Now, I decided to dig further into the network infrastructure. Since the Vodafone speed test is not always reliable (in fact they had another outage exactly at that day when I was investigating this speed issue), I first have set up a local environment where I could reproduce the issue without relying on any Internet connection. I have another computer available in my local network, so I used iperf to do some performance checks. I started an iperf server on the other node:
otherNode$ iperf -s
------------------------------------------------------------
Server listening on TCP port 5001
TCP window size: 128 KByte (default)
------------------------------------------------------------
and used the iperf client on the laptop to start the measurement:
thinkpad$ iperf -c otherNode
------------------------------------------------------------
Client connecting to otherNode, TCP port 5001
TCP window size: 620 KByte (default)
------------------------------------------------------------
[ 3] local 192.168.1.56 port 35608 connected with 192.168.1.57 port 5001
[ ID] Interval Transfer Bandwidth
[ 3] 0.0-10.0 sec 1.09 GBytes 936 Mbits/sec
This looks really good – and, after suspend/resume, I still got the same values!! This certainly means that the issue is in another layer of the network stack, right? Probably it is related to http only, or probably it is even a browser related issue …

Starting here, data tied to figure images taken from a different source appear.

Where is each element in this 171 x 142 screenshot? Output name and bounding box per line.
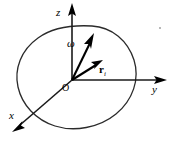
y-axis-label: y (152, 84, 157, 95)
artifact-speck (159, 27, 161, 29)
origin-label: O (62, 83, 69, 93)
position-vector-label: ri (99, 64, 106, 78)
position-vector-subscript: i (104, 70, 106, 78)
physics-diagram-figure: z y x O ω ri (0, 0, 171, 142)
z-axis-label: z (56, 7, 60, 18)
diagram-canvas (0, 0, 171, 142)
x-axis-label: x (9, 110, 14, 121)
angular-velocity-label: ω (67, 38, 75, 49)
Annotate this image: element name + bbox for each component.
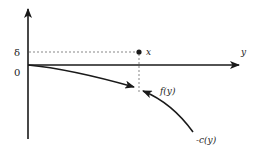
point-x-label: x: [146, 47, 151, 57]
curve-c: [143, 91, 193, 132]
diagram-canvas: δ 0 x y f(y) -c(y): [0, 0, 258, 163]
curve-f-label: f(y): [159, 86, 176, 96]
curve-f: [28, 65, 134, 87]
delta-tick-label: δ: [14, 47, 20, 58]
curve-c-label: -c(y): [196, 135, 217, 145]
horizontal-axis-label: y: [240, 47, 247, 57]
point-x-marker: [136, 49, 141, 54]
zero-tick-label: 0: [14, 67, 20, 78]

But, no – the explanation was much simpler: by default, iperf -s
(the server) is the data sink, and the client (iperf -c
) is the side which generates and sends data. Hence, what I was testing with the above commands, was the upload speed and not the download speed (and, the upload speed was still fine even in the aforementioned speed test). So, in order to check the download speed I had to switch the roles of client and server. After starting iperf -s
on the laptop and using iperf -c
on the other node, I could immediately reproduce the issue. It now became clear that this is most likely related to the network interface / network controller which obviously fails to properly wakeup after the resume.
With that information, i now did another google search and finally found this issue: Massive network problems with I219-V on Thinkpad T14 Gen2 (e1000e). Besides some other issues (which I did NOT see on my machine) there were also mentioned some hibernation related issues. Luckily there was also a workaround posted which indicated that this might be related to the Intel Management Engine Interface, and they suggested to change a particular setting in the MEI:
$ lspci -vvnns 16 # Check that config 16 is the number of MEI device
00:16.0 Communication controller [0780]: Intel Corporation Tiger Lake-LP Management Engine Interface [8086:a0e0] (rev 20)
Subsystem: Lenovo Tiger Lake-LP Management Engine Interface [17aa:508f]
Control: I/O- Mem+ BusMaster+ SpecCycle- MemWINV- VGASnoop- ParErr- Stepping- SERR- FastB2B- DisINTx+
Status: Cap+ 66MHz- UDF- FastB2B- ParErr- DEVSEL=fast >TAbort- <TAbort- <MAbort- >SERR- <PERR- INTx-
Latency: 0
Interrupt: pin A routed to IRQ 147
IOMMU group: 8
Region 0: Memory at 601d189000 (64-bit, non-prefetchable) [size=4K]
Capabilities: <access denied>
Kernel driver in use: mei_me
Kernel modules: mei_me
# echo on > /sys/bus/pci/devices/0000\:00\:16.0/power/control
And, indeed – this setting fixed the issue! So by setting the “power/control” property to “on” in the MEI, the issue was gone – the network speed is now still fine after suspend and wakeup.